I've watched Ash spring up and build steam over these past several years with a bit of dread. From my perspective, it's kind of counter to the philosophy I liked in Elixir. I don't want to "derive" things based on a definition, for the most part. Elixir tends to avoid codegen and macros as much as possible, and José has recommended that if there _are_ macros, they should be a very light layer over calling functions, which should be the primary interface.
All this is said without having tried Ash, so I could be way off base. But I've been mostly ignoring it and wondering if I'll have to actually use it someday, and then be back in Rails-y magic land. I also use Scala at work, and saw how a philosophical split in the community just kind of trashed the language (from my perspective). It used to be a cool, better Java, but then those dang Haskell type astronauts found it and made everything impossible to understand.

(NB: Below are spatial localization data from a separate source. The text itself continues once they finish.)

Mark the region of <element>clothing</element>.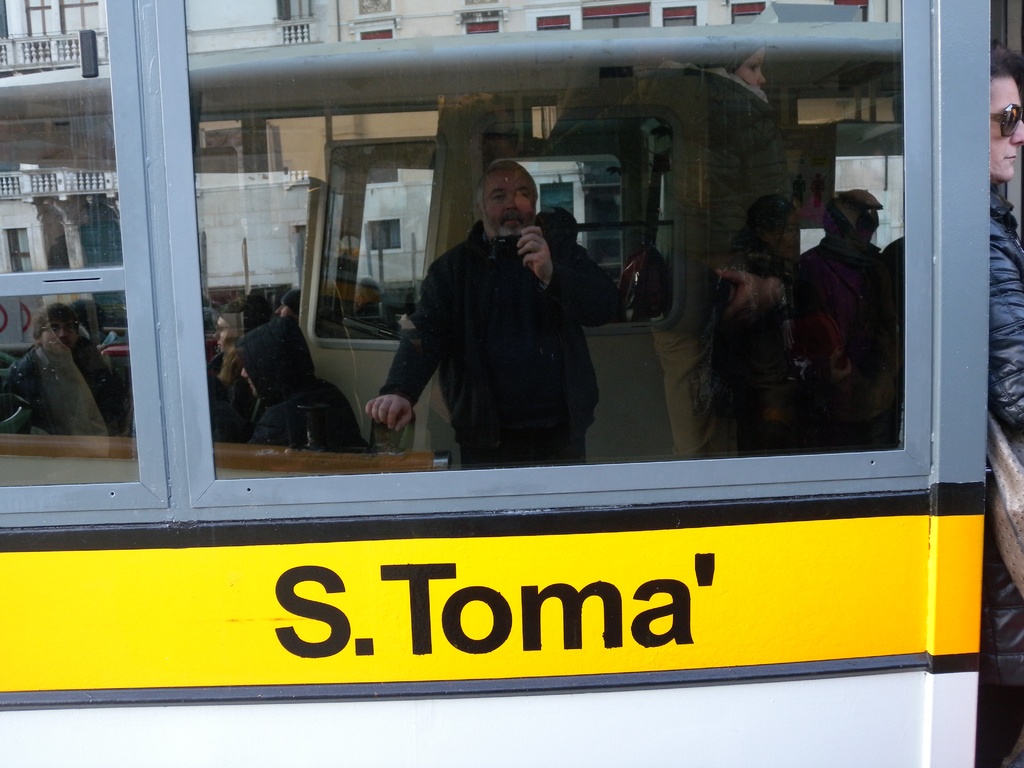
Region: rect(388, 168, 602, 476).
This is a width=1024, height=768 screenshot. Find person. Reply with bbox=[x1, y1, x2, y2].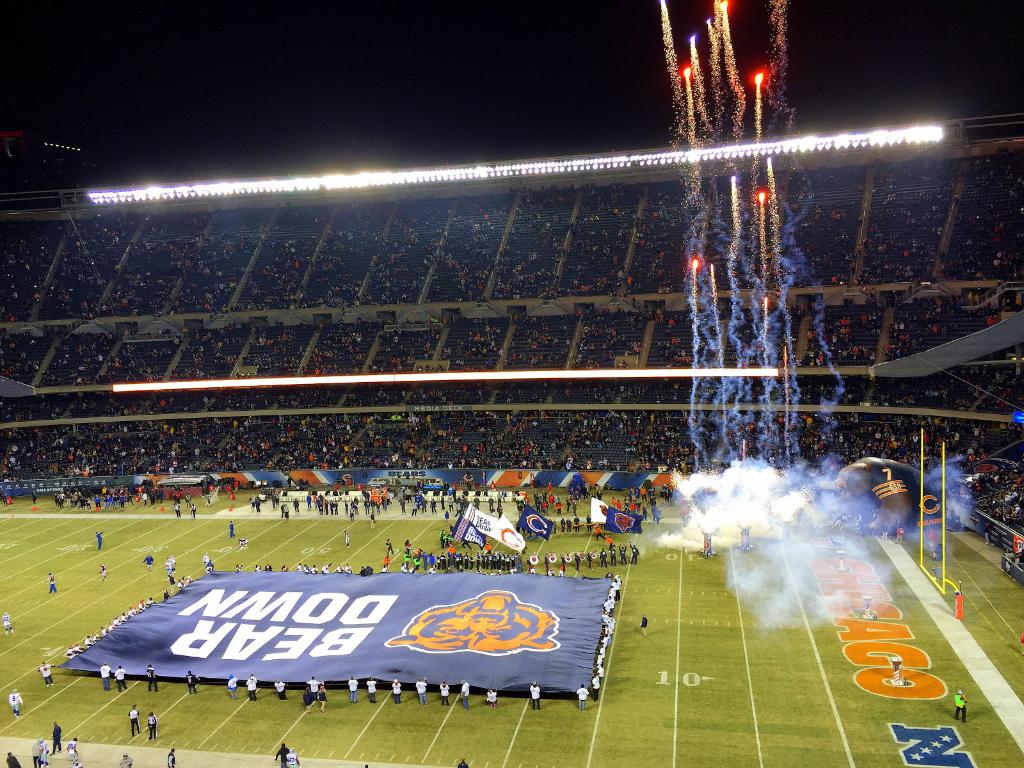
bbox=[636, 609, 654, 639].
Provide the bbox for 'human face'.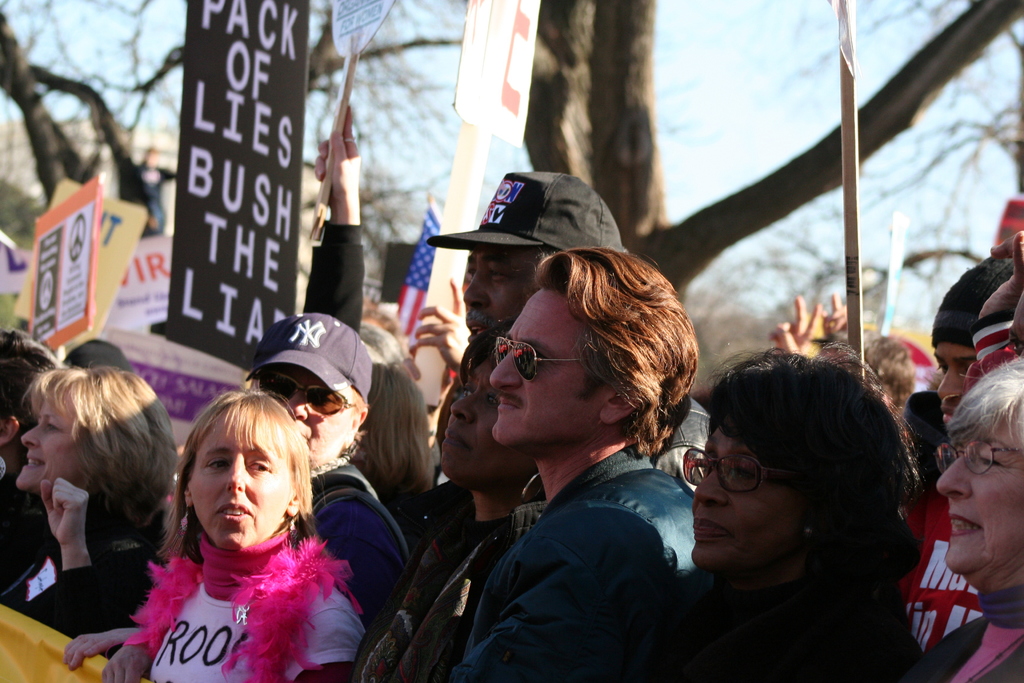
<box>17,391,88,486</box>.
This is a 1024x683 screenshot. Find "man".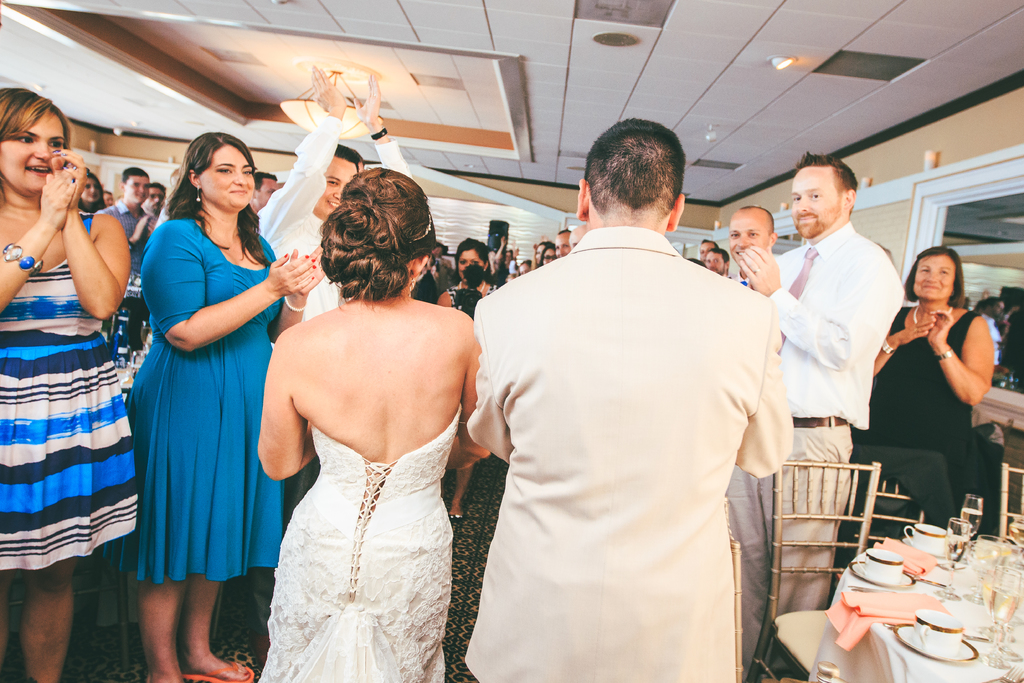
Bounding box: locate(726, 204, 776, 284).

Just taking the automatic Authentication, for example: Phoenix settled on a `mix` generator for it, to actually put the code and logic into the app itself. This is surely informed from José's years of experience maintaining Devise. If the best those two could come up with is a code generator, then I'm skeptical whatever Ash does here will be better. It feels like it's just heading right back to Devise land. And that was a successful place, and Rails and all its gems are still around, but that's kind of the "old world" philosophy and again doesn't square with us old Elixir developers who were Rails refugees.